Wright’s father’s hands were over his face.

“It’s back to the night of our senior graduation from Bay High, that night you are familiar with—”

“Yes, Goddamn it, we are familiar!” said his father.

“Wait. I want to hear the story again,” said Loomis Orange.

“Yeah. Again,” said Milton.

“That night, knowing I had my new Vespa motor scooter as a present from my father and mother, Jet and some of the boys waited at the end of the drive out from the auditorium. Still wearing my robe, my mortarboard under my arm, I cranked up that lovely red Vespa for all it could rip. I was in a hurry to change and join Jet and the others out at the lake party. They were in the bushes on either side of the road with a rope lying hidden between them. Well, they ‘clotheslined’ me. The rest is history.”

“Yes, Son! We know about that and your condition, bless your heart. Let’s—”

Wright’s father rose as if to go.

“Then. .”

Then?” said Loomis. He put his short arms on the table. He wore a bulky child’s-size Izod shirt.

Then? Then?” said the father. He sat back down.

“The best, I suppose, in a way, ha ha. At the end of the summer, when I was out of the hospital and all was said and done, Jet and I made a private trip to the Biloxi Yacht Club. We were interested in a boat. Or rather, as I usually did, I followed his interests. It was late in the afternoon and there had been a bumper crop of shrimp — so many they were falling off the boat. The sharks had followed the boats in and they’d called off swimming.

“A man on the dock was balling up hamburger meat full of razor blades, in chunks about the size of horse apples, and throwing them in the water. The water would churn and a fan of blood would rush out of the shark’s head. This brought the others to it. The water was white and thrashing. Heads and half bodies floated up and snapped back down. Then the alligator gars got into it and it was bleeding paradise. That was Jet’s phrase. Oh, he could do the smart phrase now and then, using a British term or some such.

“It was bleeding paradise, he said. After he finished saying this over and over again, he asked me what I thought. Thought about what? I said. And Jet got very sad and looked out over the water at the red sun. Then he pushed me in.”

“He pushed you in? In the water?” said Milton, who was the only one at the table who could respond in words.

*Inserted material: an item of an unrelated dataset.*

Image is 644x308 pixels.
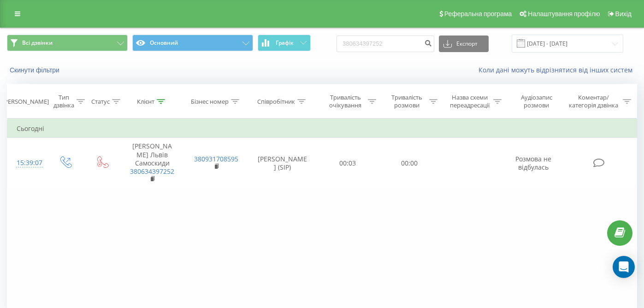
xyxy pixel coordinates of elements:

“Yes,” said Wright. There was a bit of hurt in his eyes, but they retained an even, soft gleam. “But there is the further beautiful thing.”

“He pushed you in the water, Son?”

“Yes. But last year I saw him on campus. I knew that he’d been born-again and I wanted to congratulate him. You know what he said to me as he rubbed that big Sugar Bowl ring on those great sun-browned fingers of his? He put his arm on my shoulder and said to me, ‘Wright, I’m sorry.’”

There was business to do, the game to see, or feel, so the four of them slowly left the bar, tapping, wobbling, huffing, and met Wright’s mother on the corner, then went up to the stadium to wait for Jet to kill them.

1986–1993: Bats Out of Hell

High-Water Railers

THE PIER SHOOK UNDER HIS FEET, WRAPPED IN SOCKS AND SANDALS. He wore huge gabardine shorts and was blue-white in the legs. Yeah, our time’s about over, and I was counting the things I hadn’t done last night, things I regretted, sins of omission; omitted to sin, I mean, ha! He was going on. Lewis, ninety-one, had watched some four-foot square of water for three years. He was still intrigued by what the lake gave up. Storms had been rough through the late winter and spring. This was an oxbow lake. The flooding from the great continental river washed splendid oddities into the channel, some of them carnivorous, some of them simply bottom suckers of astounding girth, armored with scales of copper. Lewis shook with both palsy and wonder when fish this rare were dragged up or just spotted rolling.